The proposal by the ultranationalist Yisrael Beitenu party, led by the far-right foreign minister Avigdor Lieberman, is being viewed as an attempt by hard-liners in Mr Netanyahu's coalition to antagonise Israel's Arab minority.
If approved, the new law would ban loudspeakers from all houses of worship, but they are used mainly in mosques.
The Israeli president Shimon Peres said he was ashamed of the proposal and others like it.

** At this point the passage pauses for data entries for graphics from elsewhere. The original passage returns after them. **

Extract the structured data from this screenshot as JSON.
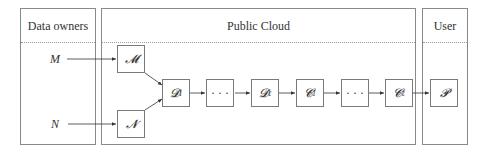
{
  "panels": {
    "data_owners": {
      "title": "Data owners"
    },
    "public_cloud": {
      "title": "Public Cloud"
    },
    "user": {
      "title": "User"
    }
  },
  "inputs": {
    "m": "M",
    "n": "N"
  },
  "nodes": {
    "enc_m": {
      "main": "𝓜",
      "sub": ""
    },
    "enc_n": {
      "main": "𝓝",
      "sub": ""
    },
    "d1": {
      "main": "𝓓",
      "sub": "1"
    },
    "dots1": {
      "main": "· · ·",
      "sub": ""
    },
    "dl": {
      "main": "𝓓",
      "sub": "ℓ"
    },
    "c1": {
      "main": "𝓒",
      "sub": "1"
    },
    "dots2": {
      "main": "· · ·",
      "sub": ""
    },
    "cl": {
      "main": "𝓒",
      "sub": "ℓ"
    },
    "p": {
      "main": "𝓟",
      "sub": ""
    }
  },
  "colors": {
    "border": "#8a8a8a",
    "text": "#333333",
    "arrow": "#333333"
  }
}
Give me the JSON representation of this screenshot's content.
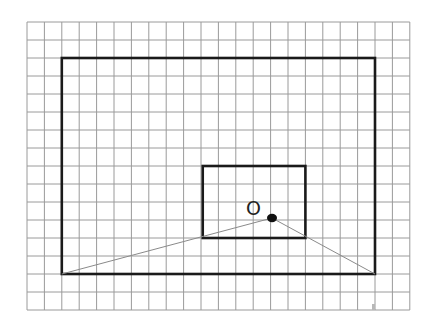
{
  "grid": {
    "origin_x": 27,
    "origin_y": 22,
    "cell_w": 17.4,
    "cell_h": 18,
    "cols": 22,
    "rows": 16,
    "line_color": "#9a9a9a"
  },
  "outer_rect": {
    "col0": 2,
    "row0": 2,
    "col1": 20,
    "row1": 14,
    "color": "#1a1a1a"
  },
  "inner_rect": {
    "col0": 10.1,
    "row0": 8,
    "col1": 16,
    "row1": 12,
    "color": "#1a1a1a"
  },
  "point": {
    "label": "O",
    "x": 272,
    "y": 218
  },
  "segments": [
    {
      "from": "outer_bottom_left",
      "to": "point"
    },
    {
      "from": "point",
      "to": "outer_bottom_right"
    }
  ],
  "segment_color": "#8a8a8a"
}
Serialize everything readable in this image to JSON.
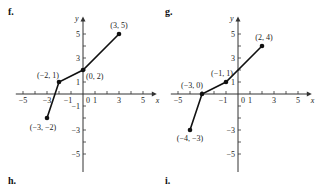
{
  "labels": {
    "f": "f.",
    "g": "g.",
    "h": "h.",
    "i": "i."
  },
  "chart_data": [
    {
      "type": "line",
      "title": "f.",
      "xlabel": "x",
      "ylabel": "y",
      "xlim": [
        -5,
        5
      ],
      "ylim": [
        -5,
        5
      ],
      "x_ticks": [
        -5,
        -3,
        -1,
        0,
        1,
        3,
        5
      ],
      "y_ticks": [
        -5,
        -3,
        -1,
        1,
        3,
        5
      ],
      "grid": false,
      "points": [
        [
          -3,
          -2
        ],
        [
          -2,
          1
        ],
        [
          0,
          2
        ],
        [
          3,
          5
        ]
      ],
      "point_labels": [
        "(−3, −2)",
        "(−2, 1)",
        "(0, 2)",
        "(3, 5)"
      ]
    },
    {
      "type": "line",
      "title": "g.",
      "xlabel": "x",
      "ylabel": "y",
      "xlim": [
        -5,
        5
      ],
      "ylim": [
        -5,
        5
      ],
      "x_ticks": [
        -5,
        -1,
        0,
        1,
        3,
        5
      ],
      "y_ticks": [
        -5,
        -3,
        1,
        3,
        5
      ],
      "grid": false,
      "points": [
        [
          -4,
          -3
        ],
        [
          -3,
          0
        ],
        [
          -1,
          1
        ],
        [
          2,
          4
        ]
      ],
      "point_labels": [
        "(−4, −3)",
        "(−3, 0)",
        "(−1, 1)",
        "(2, 4)"
      ]
    }
  ]
}
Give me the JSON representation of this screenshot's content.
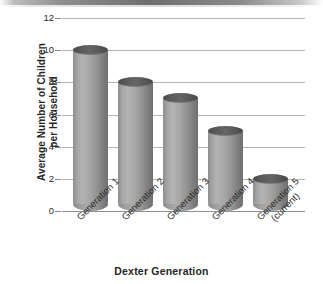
{
  "chart_data": {
    "type": "bar",
    "title": "",
    "xlabel": "Dexter Generation",
    "ylabel_line1": "Average Number of Children",
    "ylabel_line2": "per Household",
    "categories": [
      "Generation 1",
      "Generation 2",
      "Generation 3",
      "Generation 4",
      "Generation 5 (current)"
    ],
    "category_labels": [
      {
        "line1": "Generation 1",
        "line2": ""
      },
      {
        "line1": "Generation 2",
        "line2": ""
      },
      {
        "line1": "Generation 3",
        "line2": ""
      },
      {
        "line1": "Generation 4",
        "line2": ""
      },
      {
        "line1": "Generation 5",
        "line2": "(current)"
      }
    ],
    "values": [
      10,
      8,
      7,
      5,
      2
    ],
    "ylim": [
      0,
      12
    ],
    "ytick_values": [
      0,
      2,
      4,
      6,
      8,
      10,
      12
    ],
    "ytick_labels": [
      "0",
      "2",
      "4",
      "6",
      "8",
      "10",
      "12"
    ],
    "grid": true,
    "legend": "none",
    "bar_style": "3d-cylinder",
    "colors": {
      "bar_body": "#a8a8a8",
      "bar_top": "#585858",
      "gridline": "#b4b4b4",
      "axis_text": "#2b2b2b",
      "background": "#ffffff"
    }
  }
}
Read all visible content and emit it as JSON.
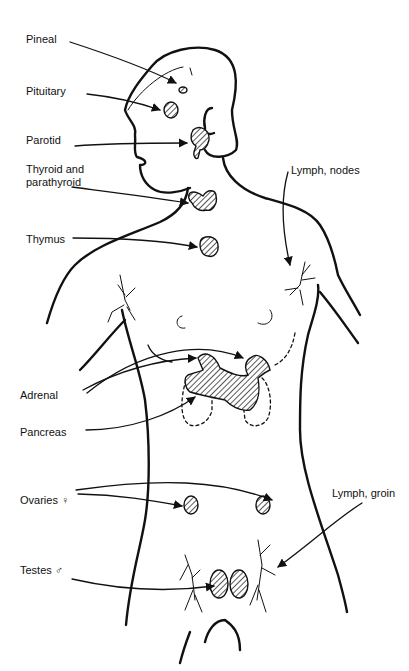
{
  "figure": {
    "labels": {
      "pineal": "Pineal",
      "pituitary": "Pituitary",
      "parotid": "Parotid",
      "thyroid": "Thyroid and",
      "thyroid_line2": "parathyroid",
      "thymus": "Thymus",
      "lymph_nodes": "Lymph, nodes",
      "adrenal": "Adrenal",
      "pancreas": "Pancreas",
      "ovaries": "Ovaries ♀",
      "lymph_groin": "Lymph, groin",
      "testes": "Testes ♂"
    },
    "colors": {
      "ink": "#111111",
      "background": "#ffffff"
    }
  }
}
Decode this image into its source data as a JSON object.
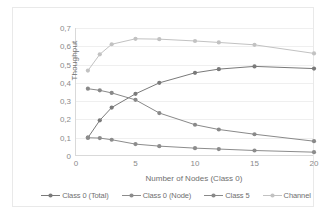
{
  "chart_data": {
    "type": "line",
    "title": "",
    "xlabel": "Number of  Nodes (Class 0)",
    "ylabel": "Thoughput",
    "x": [
      1,
      2,
      3,
      5,
      7,
      10,
      12,
      15,
      20
    ],
    "xlim": [
      0,
      20
    ],
    "ylim": [
      0,
      0.7
    ],
    "xticks": [
      "0",
      "5",
      "10",
      "15",
      "20"
    ],
    "xtick_values": [
      0,
      5,
      10,
      15,
      20
    ],
    "yticks": [
      "0",
      "0,1",
      "0,2",
      "0,3",
      "0,4",
      "0,5",
      "0,6",
      "0,7"
    ],
    "ytick_values": [
      0,
      0.1,
      0.2,
      0.3,
      0.4,
      0.5,
      0.6,
      0.7
    ],
    "grid": "horizontal",
    "legend_position": "bottom",
    "decimal_separator": ",",
    "series": [
      {
        "name": "Class 0 (Total)",
        "color": "#7a7a7a",
        "marker": "circle",
        "values": [
          0.1,
          0.195,
          0.265,
          0.34,
          0.4,
          0.455,
          0.475,
          0.49,
          0.478
        ]
      },
      {
        "name": "Class 0 (Node)",
        "color": "#8c8c8c",
        "marker": "circle",
        "values": [
          0.1,
          0.098,
          0.089,
          0.065,
          0.054,
          0.043,
          0.038,
          0.03,
          0.021
        ]
      },
      {
        "name": "Class 5",
        "color": "#898989",
        "marker": "circle",
        "values": [
          0.368,
          0.359,
          0.345,
          0.307,
          0.235,
          0.171,
          0.145,
          0.119,
          0.081
        ]
      },
      {
        "name": "Channel",
        "color": "#c2c2c2",
        "marker": "circle",
        "values": [
          0.467,
          0.556,
          0.611,
          0.641,
          0.639,
          0.629,
          0.621,
          0.608,
          0.561
        ]
      }
    ]
  },
  "axes": {
    "y_title": "Thoughput",
    "x_title": "Number of  Nodes (Class 0)"
  },
  "legend": {
    "items": [
      {
        "label": "Class 0 (Total)"
      },
      {
        "label": "Class 0 (Node)"
      },
      {
        "label": "Class 5"
      },
      {
        "label": "Channel"
      }
    ]
  },
  "colors": {
    "grid": "#efefef",
    "axis": "#d9d9d9",
    "frame": "#e9e9e9",
    "tick_text": "#8a8a8a",
    "title_text": "#6f6f6f",
    "background": "#ffffff"
  }
}
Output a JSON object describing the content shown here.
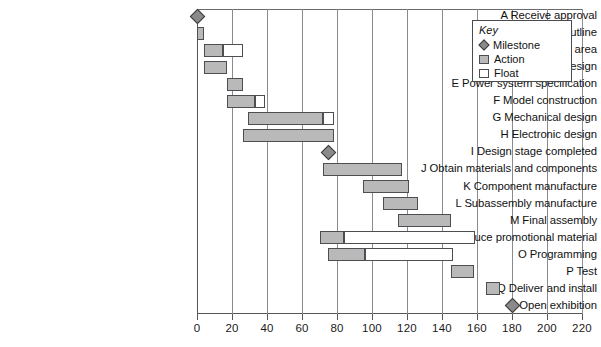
{
  "chart_data": {
    "type": "bar",
    "chart_kind": "gantt",
    "title": "",
    "xlabel": "",
    "ylabel": "",
    "xlim": [
      0,
      220
    ],
    "xticks": [
      0,
      20,
      40,
      60,
      80,
      100,
      120,
      140,
      160,
      180,
      200,
      220
    ],
    "xtick_labels": [
      "0",
      "20",
      "40",
      "60",
      "80",
      "100",
      "120",
      "140",
      "160",
      "180",
      "200",
      "220"
    ],
    "grid": "vertical",
    "legend_position": "top-right",
    "categories": [
      "A Receive approval",
      "B Agree project outline",
      "C Equip working area",
      "D Schematic design",
      "E Power system specification",
      "F Model construction",
      "G Mechanical design",
      "H Electronic design",
      "I Design stage completed",
      "J Obtain materials and components",
      "K Component manufacture",
      "L Subassembly manufacture",
      "M Final assembly",
      "N Produce promotional material",
      "O Programming",
      "P Test",
      "Q Deliver and install",
      "R Open exhibition"
    ],
    "tasks": [
      {
        "id": "A",
        "label": "A Receive approval",
        "type": "milestone",
        "at": 0
      },
      {
        "id": "B",
        "label": "B Agree project outline",
        "type": "bar",
        "action_start": 0,
        "action_end": 4,
        "float_end": 4
      },
      {
        "id": "C",
        "label": "C Equip working area",
        "type": "bar",
        "action_start": 4,
        "action_end": 15,
        "float_end": 26
      },
      {
        "id": "D",
        "label": "D Schematic design",
        "type": "bar",
        "action_start": 4,
        "action_end": 17,
        "float_end": 17
      },
      {
        "id": "E",
        "label": "E Power system specification",
        "type": "bar",
        "action_start": 17,
        "action_end": 26,
        "float_end": 26
      },
      {
        "id": "F",
        "label": "F Model construction",
        "type": "bar",
        "action_start": 17,
        "action_end": 33,
        "float_end": 39
      },
      {
        "id": "G",
        "label": "G Mechanical design",
        "type": "bar",
        "action_start": 29,
        "action_end": 72,
        "float_end": 78
      },
      {
        "id": "H",
        "label": "H Electronic design",
        "type": "bar",
        "action_start": 26,
        "action_end": 78,
        "float_end": 78
      },
      {
        "id": "I",
        "label": "I Design stage completed",
        "type": "milestone",
        "at": 75
      },
      {
        "id": "J",
        "label": "J Obtain materials and components",
        "type": "bar",
        "action_start": 72,
        "action_end": 117,
        "float_end": 117
      },
      {
        "id": "K",
        "label": "K Component manufacture",
        "type": "bar",
        "action_start": 95,
        "action_end": 121,
        "float_end": 121
      },
      {
        "id": "L",
        "label": "L Subassembly manufacture",
        "type": "bar",
        "action_start": 106,
        "action_end": 126,
        "float_end": 126
      },
      {
        "id": "M",
        "label": "M Final assembly",
        "type": "bar",
        "action_start": 115,
        "action_end": 145,
        "float_end": 145
      },
      {
        "id": "N",
        "label": "N Produce promotional material",
        "type": "bar",
        "action_start": 70,
        "action_end": 84,
        "float_end": 159
      },
      {
        "id": "O",
        "label": "O Programming",
        "type": "bar",
        "action_start": 75,
        "action_end": 96,
        "float_end": 146
      },
      {
        "id": "P",
        "label": "P Test",
        "type": "bar",
        "action_start": 145,
        "action_end": 158,
        "float_end": 158
      },
      {
        "id": "Q",
        "label": "Q Deliver and install",
        "type": "bar",
        "action_start": 165,
        "action_end": 173,
        "float_end": 173
      },
      {
        "id": "R",
        "label": "R Open exhibition",
        "type": "milestone",
        "at": 180
      }
    ]
  },
  "legend": {
    "title": "Key",
    "items": [
      {
        "label": "Milestone",
        "swatch": "milestone-diamond",
        "color": "#8a8a8a"
      },
      {
        "label": "Action",
        "swatch": "action-square",
        "color": "#b9b9b9"
      },
      {
        "label": "Float",
        "swatch": "float-square",
        "color": "#ffffff"
      }
    ]
  },
  "colors": {
    "action_fill": "#b9b9b9",
    "float_fill": "#ffffff",
    "milestone_fill": "#8a8a8a",
    "line": "#4d4e51",
    "gridline": "#8a8b8f"
  }
}
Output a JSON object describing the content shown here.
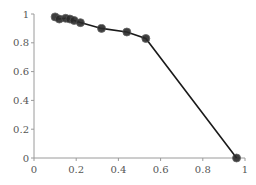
{
  "chart_data": {
    "type": "line",
    "title": "",
    "xlabel": "",
    "ylabel": "",
    "xlim": [
      0,
      1
    ],
    "ylim": [
      0,
      1
    ],
    "x_ticks": [
      0,
      0.2,
      0.4,
      0.6,
      0.8,
      1
    ],
    "y_ticks": [
      0,
      0.2,
      0.4,
      0.6,
      0.8,
      1
    ],
    "x_tick_labels": [
      "0",
      "0.2",
      "0.4",
      "0.6",
      "0.8",
      "1"
    ],
    "y_tick_labels": [
      "0",
      "0.2",
      "0.4",
      "0.6",
      "0.8",
      "1"
    ],
    "grid": false,
    "legend": null,
    "series": [
      {
        "name": "series-1",
        "color": "#1a1a1a",
        "markers": true,
        "x": [
          0.1,
          0.12,
          0.15,
          0.17,
          0.19,
          0.22,
          0.32,
          0.44,
          0.53,
          0.96
        ],
        "y": [
          0.98,
          0.965,
          0.97,
          0.965,
          0.955,
          0.94,
          0.9,
          0.875,
          0.83,
          0.0
        ]
      }
    ]
  }
}
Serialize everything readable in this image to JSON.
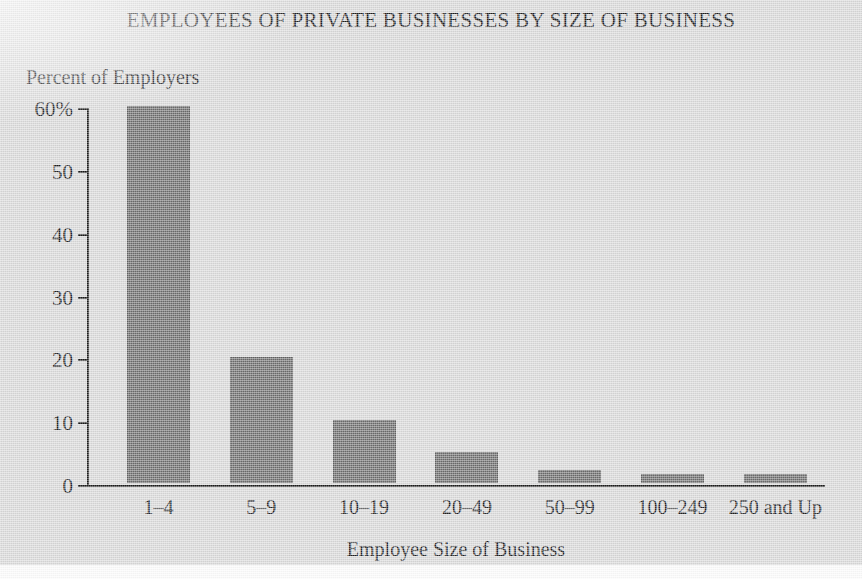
{
  "chart_data": {
    "type": "bar",
    "title": "EMPLOYEES OF PRIVATE BUSINESSES BY SIZE OF BUSINESS",
    "xlabel": "Employee Size of Business",
    "ylabel": "Percent of Employers",
    "categories": [
      "1–4",
      "5–9",
      "10–19",
      "20–49",
      "50–99",
      "100–249",
      "250 and Up"
    ],
    "values": [
      60,
      20,
      10,
      5,
      2,
      1.5,
      1.5
    ],
    "ylim": [
      0,
      60
    ],
    "yticks": [
      0,
      10,
      20,
      30,
      40,
      50,
      60
    ],
    "ytick_labels": [
      "0",
      "10",
      "20",
      "30",
      "40",
      "50",
      "60%"
    ],
    "grid": false,
    "legend": false,
    "bar_color": "#6d6d6d",
    "axis_color": "#1d1d1c",
    "background_color": "#d9d9d9"
  }
}
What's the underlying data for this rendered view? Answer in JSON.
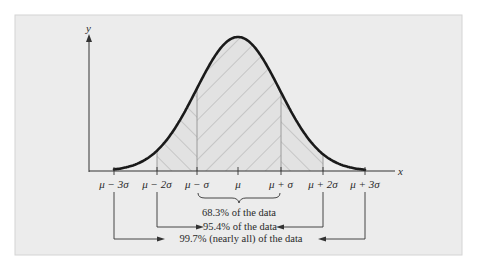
{
  "figure": {
    "type": "normal-distribution-diagram",
    "axes": {
      "x_label": "x",
      "y_label": "y"
    },
    "colors": {
      "frame_bg": "#ececec",
      "frame_border": "#d4d4d4",
      "curve": "#1a1a1a",
      "hatch": "#9a9a9a",
      "axis": "#333333",
      "text": "#2a2a2a"
    },
    "ticks": [
      {
        "label": "μ − 3σ",
        "pos": 114
      },
      {
        "label": "μ − 2σ",
        "pos": 157
      },
      {
        "label": "μ − σ",
        "pos": 197
      },
      {
        "label": "μ",
        "pos": 238
      },
      {
        "label": "μ + σ",
        "pos": 281
      },
      {
        "label": "μ + 2σ",
        "pos": 323
      },
      {
        "label": "μ + 3σ",
        "pos": 365
      }
    ],
    "annotations": [
      {
        "id": "one_sigma",
        "text": "68.3% of the data",
        "range": [
          "μ − σ",
          "μ + σ"
        ],
        "style": "brace"
      },
      {
        "id": "two_sigma",
        "text": "95.4% of the data",
        "range": [
          "μ − 2σ",
          "μ + 2σ"
        ],
        "style": "arrows"
      },
      {
        "id": "three_sigma",
        "text": "99.7% (nearly all) of the data",
        "range": [
          "μ − 3σ",
          "μ + 3σ"
        ],
        "style": "arrows"
      }
    ]
  },
  "chart_data": {
    "type": "area",
    "title": "",
    "xlabel": "x",
    "ylabel": "y",
    "categories": [
      "μ − 3σ",
      "μ − 2σ",
      "μ − σ",
      "μ",
      "μ + σ",
      "μ + 2σ",
      "μ + 3σ"
    ],
    "series": [
      {
        "name": "normal density (relative)",
        "values": [
          0.011,
          0.135,
          0.607,
          1.0,
          0.607,
          0.135,
          0.011
        ]
      }
    ],
    "shaded_regions": [
      {
        "from": "μ − σ",
        "to": "μ + σ",
        "hatch": "down-right",
        "percent": 68.3
      },
      {
        "from": "μ − 2σ",
        "to": "μ − σ",
        "hatch": "up-right"
      },
      {
        "from": "μ + σ",
        "to": "μ + 2σ",
        "hatch": "up-right"
      }
    ],
    "annotations": [
      "68.3% of the data",
      "95.4% of the data",
      "99.7% (nearly all) of the data"
    ],
    "grid": false
  }
}
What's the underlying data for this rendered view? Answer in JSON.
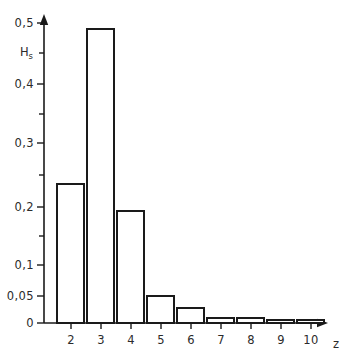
{
  "chart_data": {
    "type": "bar",
    "title": "",
    "subtitle": "",
    "xlabel": "z",
    "ylabel": "H_s",
    "ylabel_display": "H",
    "ylabel_subscript": "s",
    "categories": [
      "2",
      "3",
      "4",
      "5",
      "6",
      "7",
      "8",
      "9",
      "10"
    ],
    "values": [
      0.235,
      0.49,
      0.193,
      0.05,
      0.03,
      0.008,
      0.008,
      0.005,
      0.005
    ],
    "x": [
      2,
      3,
      4,
      5,
      6,
      7,
      8,
      9,
      10
    ],
    "ylim": [
      0,
      0.5
    ],
    "xlim": [
      1.5,
      10.5
    ],
    "y_tick_labels": [
      "0",
      "0,05",
      "0,1",
      "0,2",
      "0,3",
      "0,4",
      "0,5"
    ],
    "y_tick_values": [
      0,
      0.05,
      0.1,
      0.2,
      0.3,
      0.4,
      0.5
    ],
    "y_axis_scale": "non-linear (compressed near zero: 0.05 and 0.1 steps expanded)",
    "y_minor_ticks": [
      0.15,
      0.25,
      0.35,
      0.45
    ],
    "x_tick_labels": [
      "2",
      "3",
      "4",
      "5",
      "6",
      "7",
      "8",
      "9",
      "10"
    ],
    "grid": false,
    "legend": [],
    "legend_position": "none",
    "annotations": [],
    "bar_fill_color": "#ffffff",
    "bar_edge_color": "#1a1a1a",
    "axis_color": "#1a1a1a",
    "background_color": "#ffffff"
  },
  "axes": {
    "y_ticks": [
      {
        "label": "0,5",
        "value": 0.5,
        "y": 23,
        "major": true
      },
      {
        "label": "",
        "value": 0.45,
        "y": 53,
        "major": false
      },
      {
        "label": "0,4",
        "value": 0.4,
        "y": 84,
        "major": true
      },
      {
        "label": "",
        "value": 0.35,
        "y": 114,
        "major": false
      },
      {
        "label": "0,3",
        "value": 0.3,
        "y": 143,
        "major": true
      },
      {
        "label": "",
        "value": 0.25,
        "y": 175,
        "major": false
      },
      {
        "label": "0,2",
        "value": 0.2,
        "y": 207,
        "major": true
      },
      {
        "label": "",
        "value": 0.15,
        "y": 236,
        "major": false
      },
      {
        "label": "0,1",
        "value": 0.1,
        "y": 265,
        "major": true
      },
      {
        "label": "0,05",
        "value": 0.05,
        "y": 296,
        "major": true
      },
      {
        "label": "0",
        "value": 0,
        "y": 323,
        "major": true
      }
    ],
    "x_ticks": [
      {
        "label": "2",
        "x": 71
      },
      {
        "label": "3",
        "x": 101
      },
      {
        "label": "4",
        "x": 131
      },
      {
        "label": "5",
        "x": 161
      },
      {
        "label": "6",
        "x": 191
      },
      {
        "label": "7",
        "x": 221
      },
      {
        "label": "8",
        "x": 251
      },
      {
        "label": "9",
        "x": 281
      },
      {
        "label": "10",
        "x": 311
      }
    ],
    "y_axis_label_y": 53,
    "x_axis_label_x": 333,
    "x_axis_label_y": 337
  },
  "bars": [
    {
      "category": "2",
      "value": 0.235,
      "x": 57,
      "width": 27,
      "top": 184,
      "bottom": 323
    },
    {
      "category": "3",
      "value": 0.49,
      "x": 87,
      "width": 27,
      "top": 29,
      "bottom": 323
    },
    {
      "category": "4",
      "value": 0.193,
      "x": 117,
      "width": 27,
      "top": 211,
      "bottom": 323
    },
    {
      "category": "5",
      "value": 0.05,
      "x": 147,
      "width": 27,
      "top": 296,
      "bottom": 323
    },
    {
      "category": "6",
      "value": 0.03,
      "x": 177,
      "width": 27,
      "top": 308,
      "bottom": 323
    },
    {
      "category": "7",
      "value": 0.008,
      "x": 207,
      "width": 27,
      "top": 318,
      "bottom": 323
    },
    {
      "category": "8",
      "value": 0.008,
      "x": 237,
      "width": 27,
      "top": 318,
      "bottom": 323
    },
    {
      "category": "9",
      "value": 0.005,
      "x": 267,
      "width": 27,
      "top": 320,
      "bottom": 323
    },
    {
      "category": "10",
      "value": 0.005,
      "x": 297,
      "width": 27,
      "top": 320,
      "bottom": 323
    }
  ]
}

Mr Peres said he had received complaints from world leaders about what has become known as the "Mosque Law". He said: "This is simply a march of folly … I am personally ashamed there are attempts being made to pass such laws." The proposals "tarnish our image", he told Israel's largest-circulation newspaper, Yedioth Ahronot.
Mr Peres's comments were published on a day when about 50 Jewish settlers vandalised military vehicles and lit fires at an army base on a closed military zone in the northern West Bank.
Against that backdrop, Mr Netanyahu plans to bring the loudspeaker legislation to a vote by his cabinet as soon as next week after he failed to muster enough support to pass it at a session on Monday.
The bill would still need to win parliamentary approval.
Explaining his backing for the legislation in a meeting with ministers of his Likud party, he said there was “no need to be more liberal than Europe”, in an apparent reference to the 2010 Swiss law that forbids mosques from having minarets.
Proponents of the bill have defended it as an accepted norm in the western world.
Mr Lieberman said on Monday the proposed law was “legitimate”.
Anastassia Michaeli, the Yisrael Beiteinu lawmaker who proposed the bill, insisted she was not aiming to silence the Muslim call to prayer and that her bill was not meant to be a religious or political repression but rather “an environmental matter”.
But despite her insistence, opponents of the legislation say Israel already has a law that aims to reduce noise and targets parties, car alarms, leaf-blowers and even musical lessons at certain hours.
However, the law, which came into effect last year, has been insufficiently enforced.
Mr Peres said Israel doesn’t “have to raise the ire of all the Muslims in the Arab world against us”.
He said there was “no democracy without tolerance. You cannot separate Judaism from democracy. There is no such animal”.
Amir Fuchs, a researcher at the Israel Democracy Institute, a Jerusalem-based think tank, said Mrs Michaeli’s bill was “a sweeping ban that undermines freedom of religious worship even in cases where the noise level is perfectly reasonable”.
Israeli-Palestinian members of Israel’s 120-member parliament this week threatened to appeal against the bill if it becomes law.
One of them, Raleb Majadele, demanded in a letter to the parliamentary speaker that the bill be cancelled on the grounds of racism and called it a “dangerous and anti-democratic initiative that hurts a religious ritual” that has been respected by Israel since its creation in 1948.
Israel has more than seven million citizens, of which its Arab minority accounts for about 20 per cent, mostly Muslim.